Implementation Details

  • Service objects: Each remote resource is exposed as a Python class (e.g., UniProt, KEGG, QuickGO, PSICQUIC, NCBIblast). You instantiate a client and call methods that wrap the underlying endpoints.
  • Protocols: BioServices abstracts REST and SOAP/WSDL services behind similar method calls; returned payloads may be text (TSV), XML, JSON-like dicts, or FASTA.
  • Common parameters
    • verbose: toggles HTTP/request logging (verbose=False is recommended for scripts).
    • TIMEOUT: per-service timeout control (useful for slow networks or large responses).
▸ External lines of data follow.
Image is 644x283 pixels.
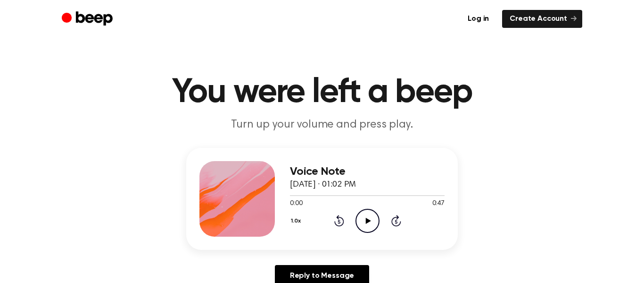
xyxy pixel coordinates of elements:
button: 1.0x [290,212,305,228]
a: Beep [62,10,115,29]
span: 0:47 [433,199,445,209]
span: 0:00 [290,199,303,209]
a: Create Account [502,10,582,28]
span: [DATE] · 01:02 PM [290,181,356,189]
p: Turn up your volume and press play. [141,117,503,133]
a: Log in [460,10,496,28]
h1: You were left a beep [80,75,564,109]
h3: Voice Note [290,165,445,178]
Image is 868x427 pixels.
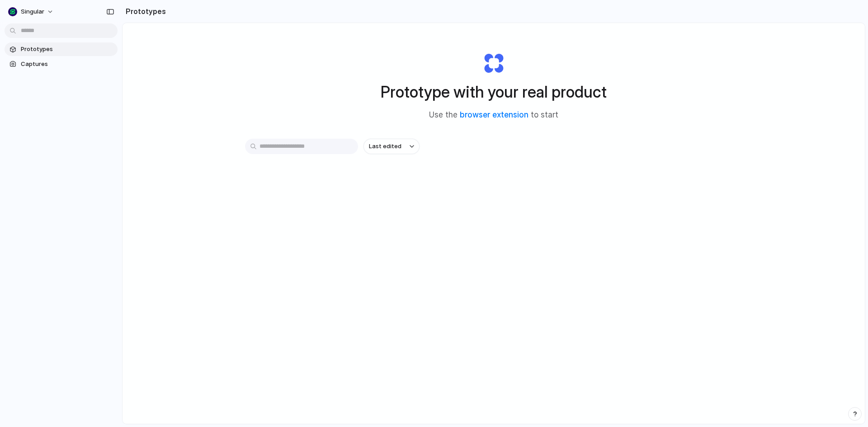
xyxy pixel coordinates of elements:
[21,7,44,17] span: Singular
[363,139,420,154] button: Last edited
[380,80,607,104] h1: Prototype with your real product
[21,44,114,54] span: Prototypes
[21,60,114,68] span: Captures
[5,58,117,71] a: Captures
[369,142,401,151] span: Last edited
[5,5,58,19] button: Singular
[460,110,529,119] a: browser extension
[429,109,558,121] span: Use the to start
[122,6,166,17] h2: Prototypes
[5,43,117,56] a: Prototypes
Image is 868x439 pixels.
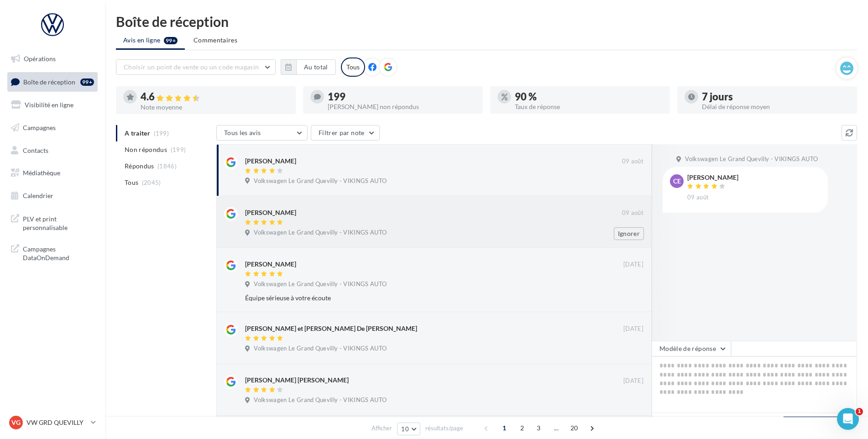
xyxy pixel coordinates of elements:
[6,163,99,182] a: Médiathèque
[245,324,417,333] div: [PERSON_NAME] et [PERSON_NAME] De [PERSON_NAME]
[157,162,176,170] span: (1846)
[549,420,563,435] span: ...
[24,101,73,109] span: Visibilité en ligne
[23,192,53,200] span: Calendrier
[80,79,94,86] div: 99+
[6,186,99,205] a: Calendrier
[245,156,296,165] div: [PERSON_NAME]
[124,145,167,154] span: Non répondus
[140,91,288,102] div: 4.6
[6,118,99,137] a: Campagnes
[341,57,365,77] div: Tous
[281,59,336,75] button: Au total
[622,157,643,165] span: 09 août
[311,125,380,140] button: Filtrer par note
[254,229,386,237] span: Volkswagen Le Grand Quevilly - VIKINGS AUTO
[623,377,643,385] span: [DATE]
[254,280,386,288] span: Volkswagen Le Grand Quevilly - VIKINGS AUTO
[6,50,99,68] a: Opérations
[254,177,386,185] span: Volkswagen Le Grand Quevilly - VIKINGS AUTO
[567,420,581,435] span: 20
[23,146,48,154] span: Contacts
[685,155,818,163] span: Volkswagen Le Grand Quevilly - VIKINGS AUTO
[245,375,348,384] div: [PERSON_NAME] [PERSON_NAME]
[614,176,644,189] button: Ignorer
[614,395,644,407] button: Ignorer
[124,162,154,171] span: Répondus
[372,424,392,433] span: Afficher
[224,129,261,136] span: Tous les avis
[6,95,99,115] a: Visibilité en ligne
[23,124,55,131] span: Campagnes
[514,91,663,102] div: 90 %
[23,169,61,176] span: Médiathèque
[245,259,296,268] div: [PERSON_NAME]
[613,292,643,304] button: Ignorer
[6,239,99,266] a: Campagnes DataOnDemand
[514,104,663,110] div: Taux de réponse
[124,63,259,71] span: Choisir un point de vente ou un code magasin
[7,414,98,431] a: VG VW GRD QUEVILLY
[6,72,99,91] a: Boîte de réception99+
[171,146,186,153] span: (199)
[328,91,475,102] div: 199
[687,193,708,201] span: 09 août
[702,91,849,102] div: 7 jours
[23,212,94,232] span: PLV et print personnalisable
[702,104,849,110] div: Délai de réponse moyen
[622,209,643,217] span: 09 août
[124,178,138,187] span: Tous
[614,227,644,240] button: Ignorer
[652,341,731,356] button: Modèle de réponse
[6,141,99,160] a: Contacts
[140,104,288,110] div: Note moyenne
[254,396,386,404] span: Volkswagen Le Grand Quevilly - VIKINGS AUTO
[254,344,386,353] span: Volkswagen Le Grand Quevilly - VIKINGS AUTO
[24,55,55,62] span: Opérations
[23,243,94,262] span: Campagnes DataOnDemand
[687,174,738,181] div: [PERSON_NAME]
[245,208,296,217] div: [PERSON_NAME]
[497,420,511,435] span: 1
[6,209,99,236] a: PLV et print personnalisable
[425,424,463,433] span: résultats/page
[245,294,584,303] div: Équipe sérieuse à votre écoute
[614,344,644,356] button: Ignorer
[116,59,276,75] button: Choisir un point de vente ou un code magasin
[26,418,87,427] p: VW GRD QUEVILLY
[397,422,420,435] button: 10
[216,125,308,140] button: Tous les avis
[296,59,336,75] button: Au total
[328,104,475,110] div: [PERSON_NAME] non répondus
[856,407,863,415] span: 1
[623,324,643,333] span: [DATE]
[623,261,643,268] span: [DATE]
[193,35,237,44] span: Commentaires
[116,15,857,28] div: Boîte de réception
[23,77,75,86] span: Boîte de réception
[837,407,859,429] iframe: Intercom live chat
[673,176,681,185] span: CE
[531,420,545,435] span: 3
[401,425,409,433] span: 10
[142,179,161,186] span: (2045)
[12,418,21,427] span: VG
[514,420,529,435] span: 2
    • Service-specific parameters (examples):
      • UniProt: search(query, frmt=..., columns=...), retrieve(accession, format), mapping(fr=..., to=..., query=...)
      • KEGG: find(db, query), get(entry_id), parse(raw), parse_kgml_pathway(pathway_id), pathway2sif(pathway_id)
      • NCBI BLAST: asynchronous job model (run(...)getStatus(jobid)getResult(jobid, ...))
  • Data handling guidance
    • TSV/tabular outputs: load into pandas.read_csv(io.StringIO(text), sep="\t")
    • XML outputs: parse with BeautifulSoup or lxml
    • Network exports (SIF): import into NetworkX/Cytoscape-compatible tooling
  • Operational considerations
    • Many endpoints are rate-limited; implement retries/backoff for production pipelines.
    • Some services require contact information (e.g., NCBI BLAST email) and may enforce usage policies.
    • Availability varies by provider; design workflows to degrade gracefully (try/except, fallbacks).